Experienced nurses shorten length of stay, improve patient outcomes

More experienced nurses deliver better patient care and shorten length of stay, according to a study published in the American Economic Journal: Applied Economics.

As experienced nurses leave, hospitals hire new nurses and temporary contract nurses, both of which significantly decrease productivity more than is attributable to changes in nurses' skills and experience, wrote researchers from Columbia University School of Nursing and Columbia Business School in the research, "Human Capital and Productivity in a Team Environment: Evidence from the Healthcare Sector."

Patients get the best care when treated in units staffed with nurses who have extensive experience in their current job, according to a study announcement.

Researchers examined 900,000 patient admission medical records over four years at Veterans Administration Healthcare System hospitals and compared them against payroll records for each nurse to see how staffing changes affected patients' lengths of stay. The study found that a one-year increase in RNs' average tenure on a hospital unit was associated with a 1.3 percent decrease in length of stay, according to the announcement.

Researchers found paying staff RNs overtime to work more hours on a unit is more cost-effective than relying on temporary staffing agencies to fill RN vacancies. Staffing RNs, as opposed to unlicensed assistive personnel, also shortened lengths of stay, but those numbers increased when a member of the nursing team left or the team got a new member, according to the announcement.

"Reducing length of stay is the holy grail of hospital management because it means patients are getting higher quality, more cost-effective care," senior study author Patricia Stone, Ph.D., R.N., centennial professor of health policy at Columbia Nursing, said in the announcement. "When the same team of nurses works together over the years, the nurses develop a rhythm and routines that lead to more efficient care. Hospitals need to keep this in mind when making staffing decisions--disrupting the balance of a team can make quality go down and costs go up."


## [Exercise details]
Show every line below where "right" appears.
##### Entries provided
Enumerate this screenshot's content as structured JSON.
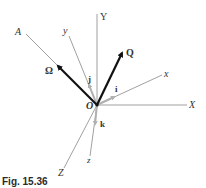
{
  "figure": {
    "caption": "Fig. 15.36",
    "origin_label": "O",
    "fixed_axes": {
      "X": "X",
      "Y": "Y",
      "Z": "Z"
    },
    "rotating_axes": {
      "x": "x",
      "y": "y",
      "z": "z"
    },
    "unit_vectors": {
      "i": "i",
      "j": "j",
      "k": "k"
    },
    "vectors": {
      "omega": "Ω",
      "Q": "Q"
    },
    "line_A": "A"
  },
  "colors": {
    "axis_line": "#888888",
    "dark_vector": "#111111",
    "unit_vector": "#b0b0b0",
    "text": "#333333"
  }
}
##########
##### Entries provided
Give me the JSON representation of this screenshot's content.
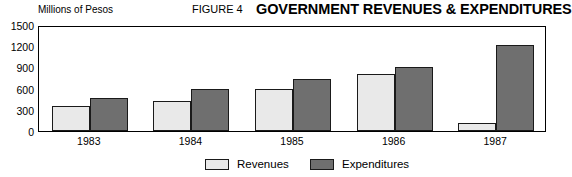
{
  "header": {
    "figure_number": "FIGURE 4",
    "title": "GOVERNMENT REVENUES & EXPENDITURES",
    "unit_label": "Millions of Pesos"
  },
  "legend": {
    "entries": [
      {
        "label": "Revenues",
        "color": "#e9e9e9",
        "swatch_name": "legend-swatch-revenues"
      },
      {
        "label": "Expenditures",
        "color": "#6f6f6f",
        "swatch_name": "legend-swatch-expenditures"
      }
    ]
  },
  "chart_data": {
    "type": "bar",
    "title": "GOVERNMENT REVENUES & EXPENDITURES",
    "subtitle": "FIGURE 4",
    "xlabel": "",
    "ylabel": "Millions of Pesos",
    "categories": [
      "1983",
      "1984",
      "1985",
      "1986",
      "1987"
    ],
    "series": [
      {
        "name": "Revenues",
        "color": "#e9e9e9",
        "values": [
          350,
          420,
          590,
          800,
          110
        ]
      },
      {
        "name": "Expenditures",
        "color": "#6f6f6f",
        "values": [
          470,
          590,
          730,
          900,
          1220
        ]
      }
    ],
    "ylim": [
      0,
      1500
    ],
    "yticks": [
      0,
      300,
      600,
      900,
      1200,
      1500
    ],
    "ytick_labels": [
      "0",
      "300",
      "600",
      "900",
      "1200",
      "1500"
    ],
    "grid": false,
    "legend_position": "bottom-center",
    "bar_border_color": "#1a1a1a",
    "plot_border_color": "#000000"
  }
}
##########
##### Entries provided
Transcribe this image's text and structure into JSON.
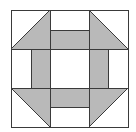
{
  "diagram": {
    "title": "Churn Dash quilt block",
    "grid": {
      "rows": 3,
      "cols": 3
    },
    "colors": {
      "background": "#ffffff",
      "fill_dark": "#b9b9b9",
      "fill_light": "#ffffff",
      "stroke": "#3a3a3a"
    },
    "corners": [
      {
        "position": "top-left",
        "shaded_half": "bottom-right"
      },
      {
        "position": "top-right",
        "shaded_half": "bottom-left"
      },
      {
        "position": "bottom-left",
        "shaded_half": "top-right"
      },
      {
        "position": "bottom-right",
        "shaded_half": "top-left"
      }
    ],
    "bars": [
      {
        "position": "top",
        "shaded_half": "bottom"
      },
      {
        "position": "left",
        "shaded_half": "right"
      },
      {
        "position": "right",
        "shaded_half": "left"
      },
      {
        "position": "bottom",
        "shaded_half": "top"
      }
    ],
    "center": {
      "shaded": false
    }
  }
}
##########
## [Exercise solution]
        "shaded_half": "bottom-right"
        "position": "top-right",
        "shaded_half": "top-right"
        "position": "bottom-right",
        "shaded_half": "right"
        "position": "right",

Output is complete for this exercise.